Re: Nuclear war is not an existential threat

From: Phillip Huggan (cdnprodigy@yahoo.com)
Date: Mon Sep 26 2005 - 12:17:58 MDT


At the risk of being whipped by the list-sniper again... In 1984 the TTAPS committee realized the threat of nuclear winters triggered by nuclear detonations of low as 100MTs of arms. Our livestock and all other land animals would go blind and starve, our agriculture would cease for two growing seasons, and plagues, insects and cold temperatures would ravage the immune system weakened canned food sustained survivivors. Over the long-term, we might not industrialize again in time before the next ice-age hits; all our easily attainable hydrocarbon stocks have been harvested. The geopolitics in achieving MNT might see such nukes pre-emptively used.

Phil Goetz <philgoetz@yahoo.com> wrote:> The problem is not a comet hitting the planet and
> killing us all off before we get to the Singularity.
> The problem is humans developing (and subsequently
> misusing) nanotechology, or a nuclear war breaking
> out, or any other number of human-generated worldkills.

In 1979, the US Office of Technology Assessment (since dissolved
by the W. Bush administration) put out a publication called
"The Effects of Nuclear War" (still available on the OTA CD set).
It evaluated the destructiveness of various nuclear war scenarios.
The worst scenario conceivable at the time resulted in at most,
IIRC, a 25% fatality rate in the US and USSR from
weapons and fallout. Deaths from agricultural productivity,
infrastructure damage, disorder, etc., were not calculated.
However, the report showed that it was quite impossible
for an all-out nuclear war to wipe out human life on earth,
and unlikely for it to cause as much destruction as the
Black Death did.

I believe we have generally less capability now than then, as there
as AFAIK been more missile destruction than building, and also
as whereas older bombs and missles had huge megatonnage in order
to compensate for their limited accuracy, whereas newer ones
tend to have lower yields and higher accuracy.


### WORK ITEM
Exactly as written and without the pictures, output the entries below.

### SUPPLIED MATERIAL
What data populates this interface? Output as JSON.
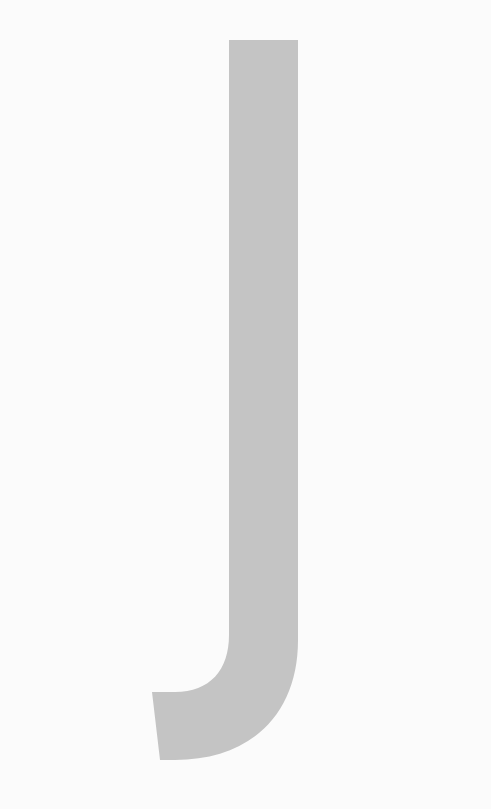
{
  "image": {
    "letter": "J",
    "glyph_color": "#c4c4c4",
    "background_color": "#fbfbfb"
  }
}
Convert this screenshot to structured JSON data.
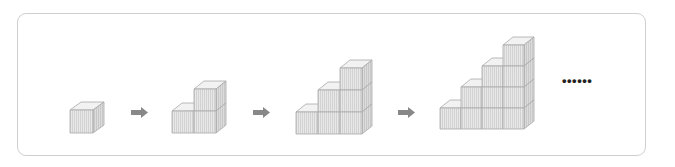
{
  "diagram": {
    "cube_style": {
      "front_fill": "#e6e6e6",
      "top_fill": "#f2f2f2",
      "side_fill": "#dadada",
      "stroke": "#a8a8a8",
      "stripe": "#cdcdcd"
    },
    "arrow_color": "#888888",
    "figures": [
      {
        "id": 1,
        "columns": [
          1
        ],
        "total_cubes": 1
      },
      {
        "id": 2,
        "columns": [
          1,
          2
        ],
        "total_cubes": 3
      },
      {
        "id": 3,
        "columns": [
          1,
          2,
          3
        ],
        "total_cubes": 6
      },
      {
        "id": 4,
        "columns": [
          1,
          2,
          3,
          4
        ],
        "total_cubes": 10
      }
    ],
    "arrows": [
      {
        "from": 1,
        "to": 2
      },
      {
        "from": 2,
        "to": 3
      },
      {
        "from": 3,
        "to": 4
      }
    ],
    "continuation": "••••••"
  }
}
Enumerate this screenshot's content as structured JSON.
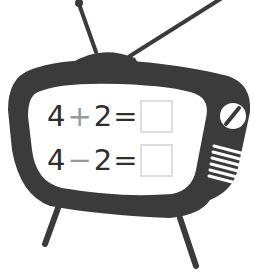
{
  "illustration": {
    "subject": "retro-tv",
    "colors": {
      "body": "#3b3b3b",
      "screen": "#ffffff",
      "operator": "#9a9a9a",
      "digits": "#2e2e2e",
      "answer_box_border": "#dedede"
    }
  },
  "equations": [
    {
      "left": "4",
      "operator": "+",
      "right": "2",
      "equals": "=",
      "answer": ""
    },
    {
      "left": "4",
      "operator": "−",
      "right": "2",
      "equals": "=",
      "answer": ""
    }
  ]
}
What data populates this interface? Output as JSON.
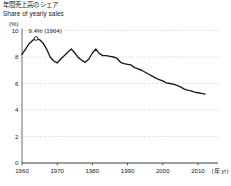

### OUTPUT OF THE TASK
What data populates this interface? Output as JSON.
{
  "image": {
    "letter": "J",
    "glyph_color": "#c4c4c4",
    "background_color": "#fbfbfb"
  }
}
Convert this screenshot to structured JSON data.
{
  "diagram": {
    "cube_style": {
      "front_fill": "#e6e6e6",
      "top_fill": "#f2f2f2",
      "side_fill": "#dadada",
      "stroke": "#a8a8a8",
      "stripe": "#cdcdcd"
    },
    "arrow_color": "#888888",
    "figures": [
      {
        "id": 1,
        "columns": [
          1
        ],
        "total_cubes": 1
      },
      {
        "id": 2,
        "columns": [
          1,
          2
        ],
        "total_cubes": 3
      },
      {
        "id": 3,
        "columns": [
          1,
          2,
          3
        ],
        "total_cubes": 6
      },
      {
        "id": 4,
        "columns": [
          1,
          2,
          3,
          4
        ],
        "total_cubes": 10
      }
    ],
    "arrows": [
      {
        "from": 1,
        "to": 2
      },
      {
        "from": 2,
        "to": 3
      },
      {
        "from": 3,
        "to": 4
      }
    ],
    "continuation": "••••••"
  }
}
Enumerate this screenshot's content as structured JSON.
{
  "illustration": {
    "subject": "retro-tv",
    "colors": {
      "body": "#3b3b3b",
      "screen": "#ffffff",
      "operator": "#9a9a9a",
      "digits": "#2e2e2e",
      "answer_box_border": "#dedede"
    }
  },
  "equations": [
    {
      "left": "4",
      "operator": "+",
      "right": "2",
      "equals": "=",
      "answer": ""
    },
    {
      "left": "4",
      "operator": "−",
      "right": "2",
      "equals": "=",
      "answer": ""
    }
  ]
}
What data populates this interface? Output as JSON.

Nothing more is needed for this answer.